Friday, December 03, 2004

Self-Help and Contract Law's "Duty" to Mitigate

How far should the law let you go in resolving conflict on your own? Plainly, it should let you defend your property with fences, doors, and locks. Nobody wants to live in a world where bums can camp in your living room until you win a court order evicting them. At the other extreme, though, the law sensibly disapproves of resolving cable bill disputes via mortar attack (appealing though that may sound).

Legal academics classify these as questions of the permissible scope of self-help. I've written about the topic in such papers as Free Speech, Strict Scrutiny, and Self-Help: How Technology Upgrades Constitutional Jurisprudence, 87 U. Minn. L. Rev. 743 (2003), Escape from Copyright: Market Success vs. Statutory Failure in the Protection of Expressive Works, 69 U. Cin. L. Rev. 741 (2001), and in the infamously but accurately titled, Pornography, Privacy, and Digital Self-Help, 19 John Marshall J. Comp. & Info. L. 133 (2000), all of which you can find here. I suppose because he recognized my interest in the topic, fellow law prof Doug Lichtman recently shared with me his interesting draft paper about the role of self-help in the law of free speech, copyright, trade secret, and other areas. Because I don't see that paper listed among his publicly-available works-in-progress, I won't say anything more about it now except to suggest that you keep an eye out for it. I will, though, share some thoughts that occurred to me while Doug and I corresponded about the role that self-help plays in contract law.

Contract law shows respect for self-help in a number of ways. Consider the so-called "duty" to mitigate or avoid damages. (I use scare quotes because the doctrine does not really impose a duty; rather, it merely bars recovery of damages that the plaintiff suffering breach might reasonably have avoided.) As the Restatement (2d) of Contracts, § 350(1) puts it, "damages are not recoverable for loss that the injured party could have avoided without undue risk, burden or humiliation." See also U.C.C. §§ 2-706 (providing that a seller may sell to a third party goods that a breaching buyer fails to accept); 2-712 (providing that a buyer may "cover" a seller's breach); 2-708 (basing seller's damages on difference between contract price and resale price); 2-713 (basing buyer's damages on difference between contract price and cover price).

In sum and in brief, contract law limits damages recoverable in court to those that reasonable self-help measures could not have prevented. That reflects a regard—indeed, an apparent preference—for self-help remedies. A party suffering breach of contract has not only permission to engage in self-help mitigating his or her damages, but a powerful incentive to so mitigate. A court will not, after all, afford a like remedy.

I'm quickly slipping into "contract law geek" mode, so I'll take a breather. I'll be back, though! When I return to the topic, I'll discuss how the contract law doctrine of foreseeability sends a somewhat mixed message about self-help.

2 comments:

Anonymous said...

"Plainly, it should let you defend your property with fences, doors, and locks. Nobody wants to live in a world where bums can camp in your living room until you win a court order evicting them."

Actually, I think this accurately describes the current state of British law. Not only are British citizens prohibited from forcefully removing unwanted trespassers by brandishing a firearm or a knife, they are also prohibited from putting barbed-wire on their fences in most circumstances. Even in cases where property owners get special permission to use barbed- wire, owners can still be held liable if a burglar or other trespasser injures himself while illegally entering the property.

See: http://www.ananova.com/news/story/sm_594544.html?menu=
and http://www.mfll.co.uk/you_and_the_law.htm

- Micha Ghertner
Catallarchy.net

Tom W. Bell said...

Thanks, Micha, for those links. I've heard horror stories about the too-limited scope of the right to repel intruders in England, but I'm not sure that the stories you cited exemplilfy that. They certainly do not stand for the proposition that a property owner cannot use barbed wire nor that he is generally liable for injuries that an intruder suffers from such barriers. Granted, the stories do seem to indicate that property owners in England have to fend off a dispiriting number of squishy "reasonable" qualifiers to win the right to use barbed wire. Even so, that is a long way from saying they cannot lock bums out of their living rooms.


TO DO> What this exercise calls for is an exact copy of the data.

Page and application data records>
----------------------------------------

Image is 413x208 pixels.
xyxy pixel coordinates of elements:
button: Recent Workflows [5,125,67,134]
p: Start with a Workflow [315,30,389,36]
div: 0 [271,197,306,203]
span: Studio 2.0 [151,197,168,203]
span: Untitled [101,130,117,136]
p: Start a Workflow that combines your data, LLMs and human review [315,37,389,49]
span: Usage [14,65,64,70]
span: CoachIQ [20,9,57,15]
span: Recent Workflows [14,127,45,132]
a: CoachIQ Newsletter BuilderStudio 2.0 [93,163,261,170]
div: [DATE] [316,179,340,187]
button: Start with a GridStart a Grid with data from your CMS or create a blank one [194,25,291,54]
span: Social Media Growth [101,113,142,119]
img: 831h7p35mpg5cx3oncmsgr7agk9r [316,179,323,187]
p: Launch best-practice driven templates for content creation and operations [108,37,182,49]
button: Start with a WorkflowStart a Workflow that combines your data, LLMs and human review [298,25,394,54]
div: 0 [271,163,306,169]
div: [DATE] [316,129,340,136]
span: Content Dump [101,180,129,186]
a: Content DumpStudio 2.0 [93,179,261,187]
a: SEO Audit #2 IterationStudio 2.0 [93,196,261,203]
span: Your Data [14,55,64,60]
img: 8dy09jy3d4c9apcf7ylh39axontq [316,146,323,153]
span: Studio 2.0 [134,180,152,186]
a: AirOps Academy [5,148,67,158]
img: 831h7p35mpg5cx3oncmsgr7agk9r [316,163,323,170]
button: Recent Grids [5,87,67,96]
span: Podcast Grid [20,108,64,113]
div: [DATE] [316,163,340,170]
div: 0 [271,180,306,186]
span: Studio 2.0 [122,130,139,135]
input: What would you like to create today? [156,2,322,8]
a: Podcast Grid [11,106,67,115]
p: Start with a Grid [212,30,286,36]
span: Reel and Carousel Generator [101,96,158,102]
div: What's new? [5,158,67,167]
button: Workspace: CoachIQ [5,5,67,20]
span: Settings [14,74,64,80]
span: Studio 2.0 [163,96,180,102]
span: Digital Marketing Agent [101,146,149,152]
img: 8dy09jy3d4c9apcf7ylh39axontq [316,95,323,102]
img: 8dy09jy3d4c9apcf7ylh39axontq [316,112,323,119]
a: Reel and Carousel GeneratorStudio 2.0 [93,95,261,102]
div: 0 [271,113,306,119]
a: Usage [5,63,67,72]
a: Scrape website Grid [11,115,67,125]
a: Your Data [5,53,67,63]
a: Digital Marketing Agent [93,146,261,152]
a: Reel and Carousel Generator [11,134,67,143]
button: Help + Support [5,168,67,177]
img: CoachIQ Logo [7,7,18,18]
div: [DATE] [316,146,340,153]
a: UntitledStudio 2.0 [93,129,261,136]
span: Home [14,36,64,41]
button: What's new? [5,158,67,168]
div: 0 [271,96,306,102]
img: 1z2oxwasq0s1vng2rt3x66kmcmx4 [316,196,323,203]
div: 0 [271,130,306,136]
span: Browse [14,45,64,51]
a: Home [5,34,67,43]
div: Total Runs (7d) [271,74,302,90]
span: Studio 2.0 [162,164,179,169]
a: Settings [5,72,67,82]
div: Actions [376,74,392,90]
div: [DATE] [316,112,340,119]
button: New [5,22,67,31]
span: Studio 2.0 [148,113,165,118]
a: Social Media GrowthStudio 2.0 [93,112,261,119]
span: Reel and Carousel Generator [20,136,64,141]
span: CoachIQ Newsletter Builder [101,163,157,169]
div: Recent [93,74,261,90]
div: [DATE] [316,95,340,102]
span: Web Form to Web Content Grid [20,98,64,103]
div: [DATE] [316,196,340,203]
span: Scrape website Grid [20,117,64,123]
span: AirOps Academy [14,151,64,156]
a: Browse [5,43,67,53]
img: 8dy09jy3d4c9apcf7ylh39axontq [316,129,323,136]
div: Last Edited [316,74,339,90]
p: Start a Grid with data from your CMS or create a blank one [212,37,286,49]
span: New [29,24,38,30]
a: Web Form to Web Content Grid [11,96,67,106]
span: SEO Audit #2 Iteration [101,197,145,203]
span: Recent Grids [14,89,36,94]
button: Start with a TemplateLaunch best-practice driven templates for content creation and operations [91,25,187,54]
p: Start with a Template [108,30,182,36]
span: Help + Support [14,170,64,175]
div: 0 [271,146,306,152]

----------------------------------------

WRITTEN SOLUTION>
Image is 413x208 pixels.
xyxy pixel coordinates of elements:
button: Recent Workflows [5,125,67,134]
p: Start with a Workflow [315,30,389,36]
div: 0 [271,197,306,203]
span: Studio 2.0 [151,197,168,203]
span: Untitled [101,130,117,136]
p: Start a Workflow that combines your data, LLMs and human review [315,37,389,49]
span: Usage [14,65,64,70]
span: CoachIQ [20,9,57,15]
span: Recent Workflows [14,127,45,132]
a: CoachIQ Newsletter BuilderStudio 2.0 [93,163,261,170]
div: [DATE] [316,179,340,187]
button: Start with a GridStart a Grid with data from your CMS or create a blank one [194,25,291,54]
span: Social Media Growth [101,113,142,119]
img: 831h7p35mpg5cx3oncmsgr7agk9r [316,179,323,187]
p: Launch best-practice driven templates for content creation and operations [108,37,182,49]
button: Start with a WorkflowStart a Workflow that combines your data, LLMs and human review [298,25,394,54]
div: 0 [271,163,306,169]
div: [DATE] [316,129,340,136]
span: Content Dump [101,180,129,186]
a: Content DumpStudio 2.0 [93,179,261,187]
a: SEO Audit #2 IterationStudio 2.0 [93,196,261,203]
span: Your Data [14,55,64,60]
img: 8dy09jy3d4c9apcf7ylh39axontq [316,146,323,153]
span: Studio 2.0 [134,180,152,186]
a: AirOps Academy [5,148,67,158]
img: 831h7p35mpg5cx3oncmsgr7agk9r [316,163,323,170]
button: Recent Grids [5,87,67,96]
span: Podcast Grid [20,108,64,113]
div: [DATE] [316,163,340,170]
div: 0 [271,180,306,186]
span: Studio 2.0 [122,130,139,135]
input: What would you like to create today? [156,2,322,8]
a: Podcast Grid [11,106,67,115]
p: Start with a Grid [212,30,286,36]
span: Reel and Carousel Generator [101,96,158,102]
div: What's new? [5,158,67,167]
button: Workspace: CoachIQ [5,5,67,20]
span: Settings [14,74,64,80]
span: Studio 2.0 [163,96,180,102]
span: Digital Marketing Agent [101,146,149,152]
img: 8dy09jy3d4c9apcf7ylh39axontq [316,95,323,102]
img: 8dy09jy3d4c9apcf7ylh39axontq [316,112,323,119]
a: Reel and Carousel GeneratorStudio 2.0 [93,95,261,102]
div: 0 [271,113,306,119]
a: Usage [5,63,67,72]
a: Scrape website Grid [11,115,67,125]
a: Your Data [5,53,67,63]
a: Digital Marketing Agent [93,146,261,152]
a: Reel and Carousel Generator [11,134,67,143]
button: Help + Support [5,168,67,177]
img: CoachIQ Logo [7,7,18,18]
div: [DATE] [316,146,340,153]
a: UntitledStudio 2.0 [93,129,261,136]
span: Home [14,36,64,41]
button: What's new? [5,158,67,168]
div: 0 [271,96,306,102]
img: 1z2oxwasq0s1vng2rt3x66kmcmx4 [316,196,323,203]
div: 0 [271,130,306,136]
span: Browse [14,45,64,51]
a: Home [5,34,67,43]
div: Total Runs (7d) [271,74,302,90]
span: Studio 2.0 [162,164,179,169]
a: Settings [5,72,67,82]
div: Actions [376,74,392,90]
div: [DATE] [316,112,340,119]
button: New [5,22,67,31]
span: Studio 2.0 [148,113,165,118]
a: Social Media GrowthStudio 2.0 [93,112,261,119]
span: Reel and Carousel Generator [20,136,64,141]
span: CoachIQ Newsletter Builder [101,163,157,169]
div: Recent [93,74,261,90]
div: [DATE] [316,95,340,102]
span: Web Form to Web Content Grid [20,98,64,103]
div: [DATE] [316,196,340,203]
span: Scrape website Grid [20,117,64,123]
span: AirOps Academy [14,151,64,156]
a: Browse [5,43,67,53]
img: 8dy09jy3d4c9apcf7ylh39axontq [316,129,323,136]
div: Last Edited [316,74,339,90]
p: Start a Grid with data from your CMS or create a blank one [212,37,286,49]
span: New [29,24,38,30]
a: Web Form to Web Content Grid [11,96,67,106]
span: SEO Audit #2 Iteration [101,197,145,203]
span: Recent Grids [14,89,36,94]
button: Start with a TemplateLaunch best-practice driven templates for content creation and operations [91,25,187,54]
p: Start with a Template [108,30,182,36]
span: Help + Support [14,170,64,175]
div: 0 [271,146,306,152]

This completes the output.